Just as the Reverend Goodchild was Christian in this first year of The Pilgrim’s Progress, so Papa was Hopeful. Side by side, Papa and the Reverend Goodchild sank to their knees, their hands clasped in prayer, their eyes bright and lifted up to the heavens, a radiance around them, their expressions ecstatic (or as near as they could manage). The Reverend Goodchild’s ecstasy was surprisingly convincing; he was probably thinking about the money that had been raked in by the Froggiest of all the Frog People. She must have held up the cash box and rattled it for him as he walked past, to demonstrate its well-crammed cash-filled condition.
The lenses of their round wire-framed spectacles caught the light. Sometimes flames flickered there, sometimes the cool tones of the moon’s reflection.
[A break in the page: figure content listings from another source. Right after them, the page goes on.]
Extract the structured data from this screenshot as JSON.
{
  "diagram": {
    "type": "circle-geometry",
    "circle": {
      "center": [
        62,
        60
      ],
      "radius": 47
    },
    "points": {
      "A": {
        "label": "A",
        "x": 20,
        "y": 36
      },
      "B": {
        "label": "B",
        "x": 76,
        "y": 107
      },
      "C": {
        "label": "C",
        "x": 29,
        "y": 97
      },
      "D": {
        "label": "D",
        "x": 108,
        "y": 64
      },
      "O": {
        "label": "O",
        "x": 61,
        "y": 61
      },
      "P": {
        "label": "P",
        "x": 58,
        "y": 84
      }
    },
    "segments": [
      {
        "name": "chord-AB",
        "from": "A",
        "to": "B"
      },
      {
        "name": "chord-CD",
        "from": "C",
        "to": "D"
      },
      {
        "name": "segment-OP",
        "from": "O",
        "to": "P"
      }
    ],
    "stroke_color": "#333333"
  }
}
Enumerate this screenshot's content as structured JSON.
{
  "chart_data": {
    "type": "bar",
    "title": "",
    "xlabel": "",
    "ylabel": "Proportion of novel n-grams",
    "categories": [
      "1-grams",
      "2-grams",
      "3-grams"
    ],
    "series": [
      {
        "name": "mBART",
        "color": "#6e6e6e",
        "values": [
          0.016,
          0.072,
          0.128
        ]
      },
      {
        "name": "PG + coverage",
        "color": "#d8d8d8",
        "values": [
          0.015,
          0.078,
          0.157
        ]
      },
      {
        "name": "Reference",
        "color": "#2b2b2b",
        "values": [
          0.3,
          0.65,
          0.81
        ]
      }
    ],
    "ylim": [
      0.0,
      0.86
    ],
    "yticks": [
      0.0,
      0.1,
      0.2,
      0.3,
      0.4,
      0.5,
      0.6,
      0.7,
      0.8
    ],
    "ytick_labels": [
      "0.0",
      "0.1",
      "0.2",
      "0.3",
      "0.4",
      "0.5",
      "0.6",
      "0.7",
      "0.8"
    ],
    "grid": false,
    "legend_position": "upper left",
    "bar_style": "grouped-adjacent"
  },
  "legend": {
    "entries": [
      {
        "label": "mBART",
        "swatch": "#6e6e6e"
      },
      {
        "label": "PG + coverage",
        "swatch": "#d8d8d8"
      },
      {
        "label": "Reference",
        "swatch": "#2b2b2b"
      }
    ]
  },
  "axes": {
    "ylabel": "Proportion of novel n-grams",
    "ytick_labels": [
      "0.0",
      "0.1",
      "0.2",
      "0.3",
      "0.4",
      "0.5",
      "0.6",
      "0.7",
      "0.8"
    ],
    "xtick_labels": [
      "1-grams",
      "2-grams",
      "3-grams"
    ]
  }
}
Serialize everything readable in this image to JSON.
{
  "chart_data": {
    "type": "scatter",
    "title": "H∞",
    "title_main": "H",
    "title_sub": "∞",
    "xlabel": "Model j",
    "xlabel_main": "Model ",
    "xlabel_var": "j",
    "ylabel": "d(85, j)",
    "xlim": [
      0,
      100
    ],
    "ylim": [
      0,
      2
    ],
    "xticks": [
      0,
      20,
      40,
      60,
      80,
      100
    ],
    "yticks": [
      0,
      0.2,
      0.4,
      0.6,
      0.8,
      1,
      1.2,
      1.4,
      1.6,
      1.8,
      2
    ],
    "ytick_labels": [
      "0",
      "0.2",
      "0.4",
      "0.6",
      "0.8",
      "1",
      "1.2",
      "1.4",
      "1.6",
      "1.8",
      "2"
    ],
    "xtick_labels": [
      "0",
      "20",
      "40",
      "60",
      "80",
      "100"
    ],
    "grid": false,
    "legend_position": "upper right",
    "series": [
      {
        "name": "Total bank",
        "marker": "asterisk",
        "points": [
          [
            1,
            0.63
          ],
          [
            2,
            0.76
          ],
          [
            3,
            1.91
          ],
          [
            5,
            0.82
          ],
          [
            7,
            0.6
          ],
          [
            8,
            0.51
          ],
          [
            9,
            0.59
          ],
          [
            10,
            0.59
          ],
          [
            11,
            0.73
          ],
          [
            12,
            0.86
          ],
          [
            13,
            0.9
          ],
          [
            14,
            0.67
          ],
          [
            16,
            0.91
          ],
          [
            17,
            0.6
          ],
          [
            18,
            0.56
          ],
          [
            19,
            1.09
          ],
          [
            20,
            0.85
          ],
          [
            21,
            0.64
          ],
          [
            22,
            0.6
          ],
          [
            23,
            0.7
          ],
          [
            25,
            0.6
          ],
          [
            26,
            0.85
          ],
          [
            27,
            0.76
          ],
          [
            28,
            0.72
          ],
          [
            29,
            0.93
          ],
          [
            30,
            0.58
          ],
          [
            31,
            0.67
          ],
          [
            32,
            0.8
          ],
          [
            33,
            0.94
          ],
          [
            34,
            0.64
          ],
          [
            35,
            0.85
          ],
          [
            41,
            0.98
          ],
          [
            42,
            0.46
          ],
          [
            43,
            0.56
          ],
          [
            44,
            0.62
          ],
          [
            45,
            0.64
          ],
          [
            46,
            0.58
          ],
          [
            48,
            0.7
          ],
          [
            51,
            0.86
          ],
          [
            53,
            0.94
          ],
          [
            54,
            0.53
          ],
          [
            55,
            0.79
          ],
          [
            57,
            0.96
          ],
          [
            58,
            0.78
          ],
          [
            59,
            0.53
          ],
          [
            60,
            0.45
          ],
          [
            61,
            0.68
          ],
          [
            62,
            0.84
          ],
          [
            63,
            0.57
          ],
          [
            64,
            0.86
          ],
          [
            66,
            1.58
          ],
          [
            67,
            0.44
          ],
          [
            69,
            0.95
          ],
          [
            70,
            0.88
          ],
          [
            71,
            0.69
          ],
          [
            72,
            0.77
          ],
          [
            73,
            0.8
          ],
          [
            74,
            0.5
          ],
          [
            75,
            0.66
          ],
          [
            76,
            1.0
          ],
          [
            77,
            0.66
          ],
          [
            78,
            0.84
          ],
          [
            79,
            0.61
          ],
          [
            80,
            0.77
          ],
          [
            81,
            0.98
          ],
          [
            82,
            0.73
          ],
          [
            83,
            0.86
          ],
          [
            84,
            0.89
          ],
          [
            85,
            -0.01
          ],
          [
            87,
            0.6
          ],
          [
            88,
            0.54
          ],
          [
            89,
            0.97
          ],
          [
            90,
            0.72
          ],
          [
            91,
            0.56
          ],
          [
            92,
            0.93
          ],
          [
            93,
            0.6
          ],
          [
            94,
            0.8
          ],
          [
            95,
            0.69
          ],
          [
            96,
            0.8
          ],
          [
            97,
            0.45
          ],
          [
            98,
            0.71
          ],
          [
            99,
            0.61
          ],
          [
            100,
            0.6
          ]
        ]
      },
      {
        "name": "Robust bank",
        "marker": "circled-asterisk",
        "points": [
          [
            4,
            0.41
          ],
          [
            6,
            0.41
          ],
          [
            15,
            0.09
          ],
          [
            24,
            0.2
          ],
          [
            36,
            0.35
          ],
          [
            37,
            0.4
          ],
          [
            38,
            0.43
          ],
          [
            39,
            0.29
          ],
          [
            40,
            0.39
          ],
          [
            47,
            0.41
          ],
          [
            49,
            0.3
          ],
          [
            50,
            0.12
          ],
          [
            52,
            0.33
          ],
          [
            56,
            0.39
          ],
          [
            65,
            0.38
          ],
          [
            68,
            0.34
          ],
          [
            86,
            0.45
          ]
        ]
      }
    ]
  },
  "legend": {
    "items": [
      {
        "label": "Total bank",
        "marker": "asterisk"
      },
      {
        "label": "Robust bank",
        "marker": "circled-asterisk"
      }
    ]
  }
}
Papa was nowhere near where she was, but she could smell his breath as if he was breathing into her mouth. It smelled overpoweringly of the sickly-sweet pink cachous he chewed in an unsuccessful attempt to mask the smell of his decaying teeth. Perhaps it was those very cachous that rotted his teeth in the first place. He shared them with his “friend.” Their jaws moved rhythmically as they chewed the small lozenges, making tiny crunching sounds, crushing the bones of small birds in their mouths. They passed the patterned tin between them, its jewel-bright colors like one of her Huntley & Palmer’s tins, moving it across from hand to hand without speaking, like the way they passed her.
Crunch.
Crunch.
Crunch.
Tinted bubbly foam glistened on their thick lips, and dribbled into their beards.
Th
e flames of the torches made flapping noises, like sheets on a row of washing lines, as the breeze caught them, and the angels’ gowns fluttered.
The moon had sharpened, become clearer, fully emerged from the clouds like a large, cold eye staring down on her.
It was a full moon.
She and Annie would be brought back again tonight – she found herself thinking, though it had not happened for three weeks (they must have been busy rehearsing) – when the crowds had left, accompanied by Hopeful and Faithful (she had recognized Papa’s “friend”), walking through the churned-up earth and the discarded candy wrappings (“Pilgrims! Pilgrims!”) to the Celestial City. Christian and Faithful had been led up and down in chains at Vanity Fair, and placed in a cage. Faithful had been put to death. First they scourged him, then they buffeted him, then they lanced his flesh with knives; after that they stoned him with stones, then pricked him with their swords; and last of all they burned him to ashes at the stake. This was the part of the performance that she had enjoyed the most. This was the part where she had struggled against a strong inclination to shout “Bravo!” and applaud enthusiastically.
Charlotte’s shaking intensified. She was doubled over, still holding Alice’s hand with one of her hands, but cupping her other hand over her mouth to stifle the frantic whooping sounds she was making.
Alice looked at the moon, listened to the wind. There were things she ought to say in the Celestial City, things she ought to say wherever she was.
Every time I look at the full moon I shall think of you, Papa. For always.
She clutched Mama’s hand tighter.
If you tell anyone what has happened, the wind will get you. You cannot escape from the wind. You know that, don’t you? Wherever you try to go, whatever you try to do, the wind will always find you. Even a gentle wind, even a breeze, barely enough to ruffle the leaves on the trees.